Purpose: Prevent admins from blocking themselves

Implementation:

  • Stored in SecurityConfig.admin_whitelist as CSV
  • Checked before applying any block decision
  • If requesting IP matches whitelist → always allow

Recommendation: Add your VPN IP, Tailscale IP, or home network before enabling Cerberus.

Break-Glass Token

Purpose: Emergency disable when locked out

How it works:

  1. Generate via POST /api/v1/security/breakglass/generate
  2. Returns one-time token (plaintext, never stored hashed)
  3. Token can be used in POST /api/v1/security/disable to turn off Cerberus
  4. Token expires after first use

Storage: Tokens are hashed in database using bcrypt.

Localhost Bypass

Requests from 127.0.0.1 or ::1 may bypass security checks (configurable). Allows local management access even when locked out.


API Reference

Status

GET /api/v1/security/status

Returns:

{
  "enabled": true,
  "waf_mode": "monitor",
  "crowdsec_mode": "local",
  "acl_enabled": true,
  "ratelimit_enabled": false
}

Enable Cerberus

POST /api/v1/security/enable
Content-Type: application/json

{
  "admin_whitelist": "198.51.100.10,203.0.113.0/24"
}

Requires either:

  • admin_whitelist with at least one IP/CIDR
  • OR valid break-glass token in header

Disable Cerberus

POST /api/v1/security/disable

Requires either:

  • Request from localhost
  • OR valid break-glass token in header

Get/Update Config

GET /api/v1/security/config
POST /api/v1/security/config

See SecurityConfig schema above.

Rulesets

GET /api/v1/security/rulesets
POST /api/v1/security/rulesets
DELETE /api/v1/security/rulesets/:id

Decisions (Audit Log)

GET /api/v1/security/decisions?limit=50
POST /api/v1/security/decisions  # Manual override

Testing

Integration Test

Run the Coraza integration test:

bash scripts/coraza_integration.sh

Or via Go:

cd backend
go test -tags=integration ./integration -run TestCorazaIntegration -v

Manual Testing

  1. Enable WAF in monitor mode
  2. Send request with <script> in query string
  3. Check /api/v1/security/decisions for logged attempt
  4. Switch to block mode
  5. Repeat — should receive 403

Observability

Block Rate:

rate(charon_waf_blocked_total[5m]) / rate(charon_waf_requests_total[5m])

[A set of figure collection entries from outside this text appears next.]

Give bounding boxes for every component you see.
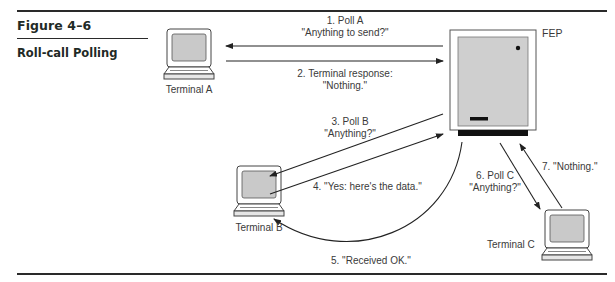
- terminal-b-label: Terminal B: [229, 222, 289, 234]
- message-3-label: 3. Poll B "Anything?": [310, 116, 390, 140]
- message-3-line2: "Anything?": [310, 128, 390, 140]
- terminal-c-icon: [542, 210, 592, 260]
- terminal-a-label: Terminal A: [159, 84, 219, 96]
- message-6-line2: "Anything?": [460, 182, 530, 194]
- terminal-c-label: Terminal C: [487, 239, 535, 251]
- fep-label: FEP: [542, 27, 562, 39]
- message-7-label: 7. "Nothing.": [542, 161, 597, 173]
- message-1-line1: 1. Poll A: [270, 15, 420, 27]
- message-2-line1: 2. Terminal response:: [270, 68, 420, 80]
- message-4-label: 4. "Yes: here's the data.": [313, 181, 422, 193]
- message-5-label: 5. "Received OK.": [331, 255, 411, 267]
- message-6-line1: 6. Poll C: [460, 170, 530, 182]
- message-1-line2: "Anything to send?": [270, 27, 420, 39]
- message-2-label: 2. Terminal response: "Nothing.": [270, 68, 420, 92]
- terminal-a-icon: [164, 29, 214, 79]
- message-3-line1: 3. Poll B: [310, 116, 390, 128]
- message-2-line2: "Nothing.": [270, 80, 420, 92]
- fep-icon: [450, 30, 536, 136]
- message-1-label: 1. Poll A "Anything to send?": [270, 15, 420, 39]
- message-6-label: 6. Poll C "Anything?": [460, 170, 530, 194]
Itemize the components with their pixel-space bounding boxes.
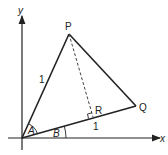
side-OQ [22,106,136,138]
side-OP-length: 1 [39,74,45,85]
x-axis-label: x [159,133,166,144]
triangle-diagram: y x P Q R 1 1 A B [0,0,168,155]
y-axis-label: y [17,5,24,16]
point-R-label: R [95,105,102,116]
angle-A-label: A [27,125,35,136]
side-OQ-length: 1 [93,121,99,132]
side-OP [22,34,69,138]
angle-arc-B [64,126,66,138]
point-P-label: P [65,21,72,32]
angle-B-label: B [53,128,60,139]
diagram-canvas: y x P Q R 1 1 A B [0,0,168,155]
point-Q-label: Q [139,102,147,113]
right-angle-marker [88,113,93,119]
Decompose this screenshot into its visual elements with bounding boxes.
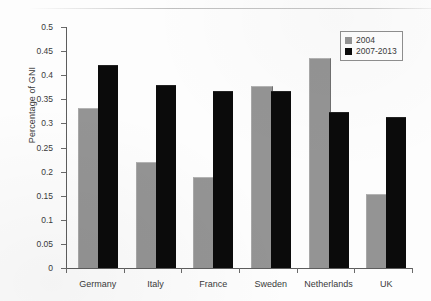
legend-item: 2004 [345,35,397,46]
bar-france-2007-2013 [213,91,233,268]
y-axis-tick: 0.25 [61,148,66,149]
bar-uk-2007-2013 [386,117,406,268]
bar-netherlands-2007-2013 [329,112,349,268]
scan-artifact-line [28,8,431,9]
y-axis-tick-label: 0.5 [19,22,53,32]
legend-item: 2007-2013 [345,46,397,57]
y-axis-tick: 0.1 [61,220,66,221]
y-axis-tick: 0.2 [61,172,66,173]
category-label-uk: UK [380,279,393,289]
y-axis-tick-label: 0.45 [19,46,53,56]
x-axis-tick [124,268,125,273]
bar-sweden-2004 [251,86,273,268]
y-axis-tick: 0.45 [61,51,66,52]
bar-germany-2004 [78,108,100,268]
y-axis-tick-label: 0.4 [19,70,53,80]
y-axis-tick-label: 0.15 [19,191,53,201]
y-axis-line [66,27,67,268]
y-axis-tick-label: 0.25 [19,143,53,153]
y-axis-tick-label: 0.3 [19,118,53,128]
bar-uk-2004 [366,194,388,268]
legend-swatch-icon [345,48,352,55]
x-axis-tick [181,268,182,273]
y-axis-tick: 0.3 [61,123,66,124]
y-axis-tick: 0.35 [61,99,66,100]
x-axis-tick [297,268,298,273]
y-axis-tick-label: 0.35 [19,94,53,104]
x-axis-tick [354,268,355,273]
y-axis-tick-label: 0.1 [19,215,53,225]
legend-item-label: 2007-2013 [356,46,397,57]
chart-screenshot: Percentage of GNI 00.050.10.150.20.250.3… [0,0,431,301]
y-axis-tick: 0.05 [61,244,66,245]
category-label-germany: Germany [79,279,116,289]
bar-italy-2004 [136,162,158,268]
bar-sweden-2007-2013 [271,91,291,268]
x-axis-tick [412,268,413,273]
bar-france-2004 [193,177,215,268]
category-label-france: France [199,279,227,289]
x-axis-tick [239,268,240,273]
bar-netherlands-2004 [309,58,331,268]
category-label-italy: Italy [147,279,164,289]
y-axis-tick: 0.4 [61,75,66,76]
category-label-netherlands: Netherlands [304,279,353,289]
x-axis-tick [66,268,67,273]
y-axis-tick: 0.15 [61,196,66,197]
legend-item-label: 2004 [356,35,375,46]
chart-legend: 2004 2007-2013 [340,31,403,61]
bar-germany-2007-2013 [98,65,118,268]
legend-swatch-icon [345,37,352,44]
y-axis-tick-label: 0 [19,263,53,273]
category-label-sweden: Sweden [255,279,288,289]
y-axis-tick-label: 0.2 [19,167,53,177]
y-axis-tick: 0.5 [61,27,66,28]
bar-italy-2007-2013 [156,85,176,268]
plot-area: 00.050.10.150.20.250.30.350.40.450.5 Ger… [66,27,412,268]
y-axis-tick-label: 0.05 [19,239,53,249]
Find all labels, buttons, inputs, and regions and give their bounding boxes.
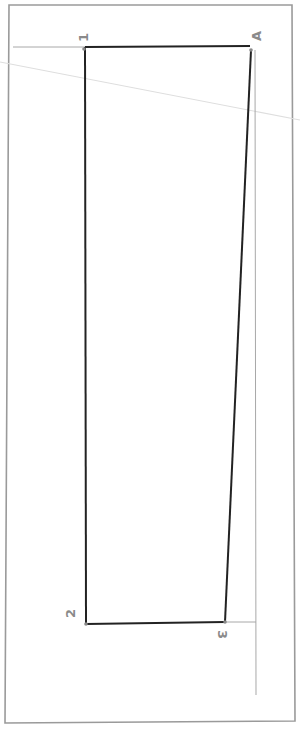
point-3-label: 3 bbox=[215, 630, 230, 639]
pattern-diagram: 1 A 2 3 bbox=[0, 0, 300, 730]
right-guide-line bbox=[255, 50, 256, 695]
shape-outline bbox=[85, 46, 250, 47]
point-2-label: 2 bbox=[63, 609, 78, 618]
point-A-marker bbox=[249, 48, 253, 52]
point-1-marker bbox=[82, 47, 86, 51]
shape-right-edge bbox=[225, 50, 251, 622]
shape-bottom-edge bbox=[86, 622, 225, 624]
point-1-label: 1 bbox=[76, 33, 91, 42]
point-2-marker bbox=[84, 622, 88, 626]
point-A-label: A bbox=[249, 31, 264, 41]
shape-left-edge bbox=[85, 47, 86, 624]
frame-border bbox=[5, 5, 295, 723]
point-3-marker bbox=[223, 620, 227, 624]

Monitor vs Block Comparison:

rate(charon_waf_monitored_total[5m])
rate(charon_waf_blocked_total[5m])

Alerting Rules

High block rate (potential attack):

alert: HighWAFBlockRate
expr: rate(charon_waf_blocked_total[5m]) > 0.3
for: 10m
annotations:
  summary: "WAF blocking >30% of requests"

No WAF evaluation (misconfiguration):

alert: WAFNotEvaluating
expr: rate(charon_waf_requests_total[10m]) == 0
for: 15m
annotations:
  summary: "WAF received zero requests, check middleware config"

Development Roadmap

Phase Feature Status
1 WAF placeholder + metrics Complete
2 ACL implementation Complete
3 Break-glass token Complete
4 Coraza CRS integration 📋 Planned
5 CrowdSec local agent 📋 Planned
6 Rate limiting enforcement 📋 Planned
7 Adaptive learning/tuning 🔮 Future

FAQ

Why is the WAF just a placeholder?

We wanted to ship the architecture and observability first. This lets you enable monitoring, see the metrics, and prepare dashboards before the full rule engine is integrated.

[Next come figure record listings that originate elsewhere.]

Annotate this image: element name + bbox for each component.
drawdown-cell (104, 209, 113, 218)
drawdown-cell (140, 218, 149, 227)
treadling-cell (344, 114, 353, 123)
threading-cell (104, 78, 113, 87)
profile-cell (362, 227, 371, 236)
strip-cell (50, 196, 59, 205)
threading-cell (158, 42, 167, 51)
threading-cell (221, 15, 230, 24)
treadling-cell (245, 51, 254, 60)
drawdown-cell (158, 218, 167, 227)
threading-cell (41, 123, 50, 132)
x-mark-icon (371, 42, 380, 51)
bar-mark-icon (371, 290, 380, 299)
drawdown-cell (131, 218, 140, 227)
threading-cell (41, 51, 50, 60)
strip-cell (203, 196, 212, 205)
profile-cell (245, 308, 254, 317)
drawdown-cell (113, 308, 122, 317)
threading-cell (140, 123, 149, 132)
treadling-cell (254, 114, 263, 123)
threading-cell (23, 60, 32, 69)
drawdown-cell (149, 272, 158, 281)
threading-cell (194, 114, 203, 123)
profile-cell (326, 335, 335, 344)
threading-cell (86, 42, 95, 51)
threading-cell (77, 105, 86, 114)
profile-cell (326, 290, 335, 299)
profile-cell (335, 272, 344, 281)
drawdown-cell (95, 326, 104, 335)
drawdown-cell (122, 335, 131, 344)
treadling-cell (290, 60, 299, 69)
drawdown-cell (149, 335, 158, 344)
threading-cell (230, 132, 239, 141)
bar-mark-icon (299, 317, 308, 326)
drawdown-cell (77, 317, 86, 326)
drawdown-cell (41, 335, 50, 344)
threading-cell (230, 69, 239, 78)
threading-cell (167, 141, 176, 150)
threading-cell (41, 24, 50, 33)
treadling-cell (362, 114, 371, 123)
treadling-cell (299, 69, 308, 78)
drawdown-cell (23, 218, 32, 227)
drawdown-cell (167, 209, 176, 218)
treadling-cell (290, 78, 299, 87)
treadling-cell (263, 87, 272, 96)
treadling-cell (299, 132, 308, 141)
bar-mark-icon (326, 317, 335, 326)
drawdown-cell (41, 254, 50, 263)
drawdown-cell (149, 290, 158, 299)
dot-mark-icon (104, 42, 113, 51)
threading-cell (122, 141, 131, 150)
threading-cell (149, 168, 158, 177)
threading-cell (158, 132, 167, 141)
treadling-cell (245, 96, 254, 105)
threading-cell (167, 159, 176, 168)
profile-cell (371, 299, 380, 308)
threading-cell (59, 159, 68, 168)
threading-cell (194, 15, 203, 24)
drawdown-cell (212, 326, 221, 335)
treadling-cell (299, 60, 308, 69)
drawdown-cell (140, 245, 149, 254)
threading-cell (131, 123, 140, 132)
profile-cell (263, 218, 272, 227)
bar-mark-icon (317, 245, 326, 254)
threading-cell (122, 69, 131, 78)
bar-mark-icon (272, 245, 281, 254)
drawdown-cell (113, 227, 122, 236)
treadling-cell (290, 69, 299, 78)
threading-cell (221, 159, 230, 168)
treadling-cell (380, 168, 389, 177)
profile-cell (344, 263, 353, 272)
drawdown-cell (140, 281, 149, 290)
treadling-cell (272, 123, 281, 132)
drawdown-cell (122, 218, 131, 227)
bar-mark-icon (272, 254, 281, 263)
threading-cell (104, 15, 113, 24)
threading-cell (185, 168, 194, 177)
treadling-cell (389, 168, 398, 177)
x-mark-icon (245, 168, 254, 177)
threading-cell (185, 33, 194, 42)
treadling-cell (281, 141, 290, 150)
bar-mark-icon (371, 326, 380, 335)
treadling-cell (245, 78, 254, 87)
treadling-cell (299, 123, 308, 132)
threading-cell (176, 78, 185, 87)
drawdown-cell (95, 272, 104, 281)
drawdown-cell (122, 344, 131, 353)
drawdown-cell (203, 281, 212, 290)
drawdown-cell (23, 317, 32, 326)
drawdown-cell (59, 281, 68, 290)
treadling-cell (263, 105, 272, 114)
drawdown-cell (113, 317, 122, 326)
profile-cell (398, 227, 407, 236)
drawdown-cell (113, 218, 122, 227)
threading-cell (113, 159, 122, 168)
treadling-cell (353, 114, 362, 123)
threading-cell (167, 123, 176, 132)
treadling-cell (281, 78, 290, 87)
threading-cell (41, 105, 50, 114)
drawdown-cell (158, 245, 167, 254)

Can I use my own WAF rules?

Yes, via /api/v1/security/rulesets. Upload custom Coraza-compatible rules.

Does Cerberus protect Caddy's proxy traffic?

Not yet. Currently it only protects the management API (/api/v1). Future versions will integrate directly with Caddy's request pipeline to protect proxied traffic.

Why is monitor mode still blocking?

Known issue with the placeholder implementation. This will be fixed when Coraza integration is complete.